Wednesday, February 22, 2017

On Education: Experience and Ideology (Part 2)


In September 2003, a friend called and suggested I look at an ad in the newspaper. St. Louis Public Schools was looking for a director of communications.

For the three previous moths, the school district had been in about as complete upheaval as could be imagined. The reform majority on the school board hired a New York management consulting firm that specialized in massive restructurings to run the district. The day the firm arrived to take over, the school district disclosed that it had a huge budget deficit (illegal under Missouri law). By the time I saw the newspaper ad, more than 700 people in the central administration office had been dismissed (think about that number for a moment), bus and cafeteria services had been outsourced, school closings were underway, and curriculum changes were being implemented wholesale.

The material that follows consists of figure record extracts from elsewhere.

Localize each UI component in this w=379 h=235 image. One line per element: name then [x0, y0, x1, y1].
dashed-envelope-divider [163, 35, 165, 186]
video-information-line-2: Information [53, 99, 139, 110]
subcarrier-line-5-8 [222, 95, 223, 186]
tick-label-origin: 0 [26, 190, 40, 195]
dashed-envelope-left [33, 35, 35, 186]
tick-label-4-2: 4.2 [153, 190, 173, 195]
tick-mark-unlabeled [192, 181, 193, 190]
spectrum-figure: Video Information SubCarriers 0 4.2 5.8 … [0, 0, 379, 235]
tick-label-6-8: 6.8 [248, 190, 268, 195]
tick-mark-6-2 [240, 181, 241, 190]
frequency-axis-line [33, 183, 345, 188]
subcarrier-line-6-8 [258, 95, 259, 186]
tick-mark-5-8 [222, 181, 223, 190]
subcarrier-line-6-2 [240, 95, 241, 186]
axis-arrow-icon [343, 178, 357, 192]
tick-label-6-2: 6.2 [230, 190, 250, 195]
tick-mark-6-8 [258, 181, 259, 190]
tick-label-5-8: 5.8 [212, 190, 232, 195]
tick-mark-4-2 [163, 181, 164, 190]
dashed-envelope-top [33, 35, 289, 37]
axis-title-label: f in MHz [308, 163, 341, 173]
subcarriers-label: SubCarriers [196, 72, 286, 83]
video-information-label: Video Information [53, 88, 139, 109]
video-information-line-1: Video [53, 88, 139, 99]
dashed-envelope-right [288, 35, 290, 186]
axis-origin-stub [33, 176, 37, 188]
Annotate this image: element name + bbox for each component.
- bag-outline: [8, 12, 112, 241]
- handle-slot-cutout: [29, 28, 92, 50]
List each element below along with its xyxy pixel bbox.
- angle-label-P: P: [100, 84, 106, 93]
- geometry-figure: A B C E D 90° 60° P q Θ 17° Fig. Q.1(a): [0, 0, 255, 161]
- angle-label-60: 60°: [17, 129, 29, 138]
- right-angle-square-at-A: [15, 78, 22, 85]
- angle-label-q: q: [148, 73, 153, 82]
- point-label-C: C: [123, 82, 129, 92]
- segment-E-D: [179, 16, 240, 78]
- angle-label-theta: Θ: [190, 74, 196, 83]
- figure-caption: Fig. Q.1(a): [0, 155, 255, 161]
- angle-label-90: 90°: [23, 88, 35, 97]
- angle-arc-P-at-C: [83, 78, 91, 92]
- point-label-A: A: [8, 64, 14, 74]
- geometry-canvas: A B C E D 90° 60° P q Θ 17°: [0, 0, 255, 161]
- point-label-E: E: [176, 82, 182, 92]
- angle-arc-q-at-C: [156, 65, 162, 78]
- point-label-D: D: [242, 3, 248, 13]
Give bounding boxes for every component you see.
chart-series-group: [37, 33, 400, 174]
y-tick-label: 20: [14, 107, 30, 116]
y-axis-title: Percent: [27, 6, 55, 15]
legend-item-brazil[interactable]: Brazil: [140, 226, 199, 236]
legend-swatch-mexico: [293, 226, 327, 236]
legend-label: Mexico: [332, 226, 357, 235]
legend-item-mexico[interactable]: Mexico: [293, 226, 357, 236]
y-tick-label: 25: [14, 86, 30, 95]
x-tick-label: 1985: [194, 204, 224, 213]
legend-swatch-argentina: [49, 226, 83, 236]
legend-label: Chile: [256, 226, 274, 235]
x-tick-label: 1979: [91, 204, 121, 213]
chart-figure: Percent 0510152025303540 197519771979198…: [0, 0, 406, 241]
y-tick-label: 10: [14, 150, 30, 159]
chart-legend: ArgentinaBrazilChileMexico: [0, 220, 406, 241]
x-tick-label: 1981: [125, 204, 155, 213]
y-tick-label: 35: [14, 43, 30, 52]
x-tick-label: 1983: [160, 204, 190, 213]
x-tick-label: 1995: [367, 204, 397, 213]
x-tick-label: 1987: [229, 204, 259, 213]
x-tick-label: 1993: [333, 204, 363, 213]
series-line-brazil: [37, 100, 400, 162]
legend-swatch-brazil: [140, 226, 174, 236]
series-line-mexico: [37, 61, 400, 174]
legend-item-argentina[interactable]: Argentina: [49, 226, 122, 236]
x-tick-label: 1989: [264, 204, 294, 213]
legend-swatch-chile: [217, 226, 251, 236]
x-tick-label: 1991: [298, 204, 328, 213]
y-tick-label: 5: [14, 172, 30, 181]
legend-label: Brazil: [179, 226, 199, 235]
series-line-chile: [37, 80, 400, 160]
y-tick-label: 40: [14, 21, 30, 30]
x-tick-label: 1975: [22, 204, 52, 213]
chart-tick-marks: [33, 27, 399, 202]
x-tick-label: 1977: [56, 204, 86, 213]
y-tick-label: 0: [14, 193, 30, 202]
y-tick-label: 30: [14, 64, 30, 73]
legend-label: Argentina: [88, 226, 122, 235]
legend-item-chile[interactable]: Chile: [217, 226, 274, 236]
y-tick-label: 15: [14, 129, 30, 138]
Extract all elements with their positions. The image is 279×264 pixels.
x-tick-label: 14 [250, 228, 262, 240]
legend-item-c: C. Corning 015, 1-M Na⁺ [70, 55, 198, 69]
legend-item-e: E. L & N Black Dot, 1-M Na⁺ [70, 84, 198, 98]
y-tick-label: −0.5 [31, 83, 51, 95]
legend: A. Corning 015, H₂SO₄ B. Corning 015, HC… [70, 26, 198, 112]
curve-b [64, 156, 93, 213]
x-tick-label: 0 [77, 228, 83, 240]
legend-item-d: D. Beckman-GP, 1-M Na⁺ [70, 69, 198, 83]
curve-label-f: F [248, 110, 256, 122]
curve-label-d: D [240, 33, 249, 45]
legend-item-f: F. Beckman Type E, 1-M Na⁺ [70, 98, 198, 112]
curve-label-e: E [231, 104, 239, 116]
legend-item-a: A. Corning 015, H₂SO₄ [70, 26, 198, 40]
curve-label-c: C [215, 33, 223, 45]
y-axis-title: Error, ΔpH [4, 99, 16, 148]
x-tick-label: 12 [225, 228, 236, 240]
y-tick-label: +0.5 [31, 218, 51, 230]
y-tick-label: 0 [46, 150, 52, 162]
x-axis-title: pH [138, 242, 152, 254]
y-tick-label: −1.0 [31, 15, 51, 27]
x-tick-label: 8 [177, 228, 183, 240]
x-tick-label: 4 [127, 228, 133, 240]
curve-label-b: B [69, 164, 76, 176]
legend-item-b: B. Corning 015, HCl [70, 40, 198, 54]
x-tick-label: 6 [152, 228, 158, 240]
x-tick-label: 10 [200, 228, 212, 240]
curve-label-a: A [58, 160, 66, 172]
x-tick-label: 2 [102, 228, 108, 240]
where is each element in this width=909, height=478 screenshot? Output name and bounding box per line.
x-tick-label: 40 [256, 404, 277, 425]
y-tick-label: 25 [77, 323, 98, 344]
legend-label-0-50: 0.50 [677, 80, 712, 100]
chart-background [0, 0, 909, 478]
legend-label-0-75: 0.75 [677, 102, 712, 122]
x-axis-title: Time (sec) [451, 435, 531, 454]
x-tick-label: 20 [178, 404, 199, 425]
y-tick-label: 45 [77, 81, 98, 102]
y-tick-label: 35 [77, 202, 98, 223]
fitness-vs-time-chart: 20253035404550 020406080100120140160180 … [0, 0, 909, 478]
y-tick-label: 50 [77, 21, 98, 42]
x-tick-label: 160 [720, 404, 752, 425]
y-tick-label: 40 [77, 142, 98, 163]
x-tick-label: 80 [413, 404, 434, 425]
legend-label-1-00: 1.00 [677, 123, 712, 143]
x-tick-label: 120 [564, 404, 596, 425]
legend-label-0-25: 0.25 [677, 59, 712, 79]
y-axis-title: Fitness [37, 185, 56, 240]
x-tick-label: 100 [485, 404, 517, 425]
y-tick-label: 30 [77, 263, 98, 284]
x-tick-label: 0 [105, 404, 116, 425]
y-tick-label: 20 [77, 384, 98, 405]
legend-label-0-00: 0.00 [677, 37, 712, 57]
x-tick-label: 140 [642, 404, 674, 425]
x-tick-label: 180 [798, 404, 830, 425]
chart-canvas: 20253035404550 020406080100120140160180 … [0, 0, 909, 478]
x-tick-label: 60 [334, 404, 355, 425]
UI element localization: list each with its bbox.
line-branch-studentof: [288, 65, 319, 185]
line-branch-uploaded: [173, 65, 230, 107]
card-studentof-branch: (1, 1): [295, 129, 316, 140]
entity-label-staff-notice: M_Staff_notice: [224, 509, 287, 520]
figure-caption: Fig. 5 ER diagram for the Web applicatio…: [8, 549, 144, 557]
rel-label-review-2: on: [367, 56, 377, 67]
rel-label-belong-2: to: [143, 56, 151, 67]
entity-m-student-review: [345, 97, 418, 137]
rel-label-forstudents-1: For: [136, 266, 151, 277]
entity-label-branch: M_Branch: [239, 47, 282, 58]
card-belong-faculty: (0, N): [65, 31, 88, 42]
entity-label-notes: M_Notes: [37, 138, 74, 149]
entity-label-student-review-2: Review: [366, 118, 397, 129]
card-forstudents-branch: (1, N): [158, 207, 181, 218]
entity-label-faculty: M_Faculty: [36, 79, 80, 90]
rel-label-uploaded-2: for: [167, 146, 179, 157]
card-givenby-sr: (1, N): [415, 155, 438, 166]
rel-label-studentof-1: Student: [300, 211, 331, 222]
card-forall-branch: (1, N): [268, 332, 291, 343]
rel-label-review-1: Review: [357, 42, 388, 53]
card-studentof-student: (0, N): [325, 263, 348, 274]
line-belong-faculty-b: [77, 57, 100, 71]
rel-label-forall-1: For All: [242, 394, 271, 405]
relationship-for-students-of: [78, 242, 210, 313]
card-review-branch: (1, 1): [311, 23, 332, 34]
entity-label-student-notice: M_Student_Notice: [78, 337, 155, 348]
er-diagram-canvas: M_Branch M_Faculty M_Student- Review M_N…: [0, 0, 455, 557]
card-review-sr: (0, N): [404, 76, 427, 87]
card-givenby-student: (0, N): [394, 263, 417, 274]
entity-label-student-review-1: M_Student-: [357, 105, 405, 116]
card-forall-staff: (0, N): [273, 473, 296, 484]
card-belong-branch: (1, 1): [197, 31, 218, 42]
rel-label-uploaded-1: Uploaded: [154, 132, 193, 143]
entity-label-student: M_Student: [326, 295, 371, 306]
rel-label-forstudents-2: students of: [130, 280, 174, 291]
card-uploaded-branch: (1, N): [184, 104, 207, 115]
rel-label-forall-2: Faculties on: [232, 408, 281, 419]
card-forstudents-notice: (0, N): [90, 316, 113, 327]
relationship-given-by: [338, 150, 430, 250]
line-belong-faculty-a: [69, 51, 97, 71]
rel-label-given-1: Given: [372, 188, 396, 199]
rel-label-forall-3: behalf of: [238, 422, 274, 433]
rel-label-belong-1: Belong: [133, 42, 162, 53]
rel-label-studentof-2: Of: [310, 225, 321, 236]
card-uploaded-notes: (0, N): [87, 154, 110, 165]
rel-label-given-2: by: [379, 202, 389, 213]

You can imagine the headlines. The protests. Parents up in arms. District employees up in arms. Teachers doing wildcat strikes. The non-reform minority on the board leaking school board discussions to the media. School board meetings that were borderline riots (a “good” meeting, one administrator told me, was one where fewer than five people were arrested).

My entire experience had been in corporate communications. What did I know about urban public education?

I applied for the job. I was one of 10 people selected for interviews. All 10 candidates were told to arrive at the same time. We sat in a conference, and were called out one by one about every 10 minutes. Looking around the table, I could see I was (2) the oldest, (b) one of four whites, and (c) the only male. I was called last.

Three people comprised the interview panel – the administrative vice president to whom the communications job reported, the acting superintendent (from the management firm), and one of the management firm consultants. They followed the standard behavioral interviewing script until, without warning, the acting superintendent threw the script up in the air and yelled, “Why the hell do you want this job?”

My answer must have been sufficient. An hour later I found out I was hired, and needed to be at a teacher focus group that afternoon. The job would start the next morning. When I walked in at 8 a.m., I found out that two television stations and the St. Louis Post-Dispatch were waiting for interviews – about the teacher sickout that was underway. When I asked who on the staff could give me information and a position statement, the secretary said the superintendent was at a breakfast and the other key staff people had left the building, because they were afraid I would ask them to be interviewed. “You’ll have to wing it,” she said. An hour later, I was told that there was no communications budget – it had been eliminated as a cost-saving measure (the year before it had been $1 million+).

Every day produced multiple crises. A school board member got into an argument with a high school principal than almost came to blows. Another school board member attached an administrator. A school experienced food poisoning, blamed on the outsourced contractor. And then there were the usual incidents associated with an urban school district.

I think I have some insight into what it must be like working at the Trump White House.

I visited most of the schools in the district. I was constantly talking with teachers, principals, central office staffers, parents, and news media. I attended school board meetings packed with 400 people inside and more than 2,000 outside. I saw teachers who were performing daily miracles with no resources, and teachers who were showing up simply to get a paycheck and a pension. I attended public meetings of the teachers union, because it was inevitable I’d need to respond for the district.

I learned a lot. Perhaps I learned too much. But one lesson that stuck with me was to be aware of a certain phrase. If you heard anyone say “But it’s for the children,” you knew that it wasn’t about the children at all, but about some other agenda. (I’ve also learned the same is true for the school district I live in; this may be a universal truth.)

So when I see what just happened during the Betsy DeVos confirmation hearings in Washington, I have a reaction based on the experiences in my own school district, which I described last week, and the experiences I had with St. Louis Public Schools.

When its contract expired, the management firm wasn’t rehired. The harsh things it did – school closings, layoffs, contract outsourcing – likely saved the district financially. A couple of years later, the Missouri Department of Education removed the district’s state accreditation and appointed a board to run the district. Within just the past few months, the district once again became accredited.

Charter schools (and a voluntary transfer program involving the suburban school districts) have had an impact on St. Louis Public Schools. Yes, they’ve siphoned funds away. But they’ve also forced the district to compete, consolidate, and improve academics.

Children in the inner city deserve far better school systems than they’ve been given.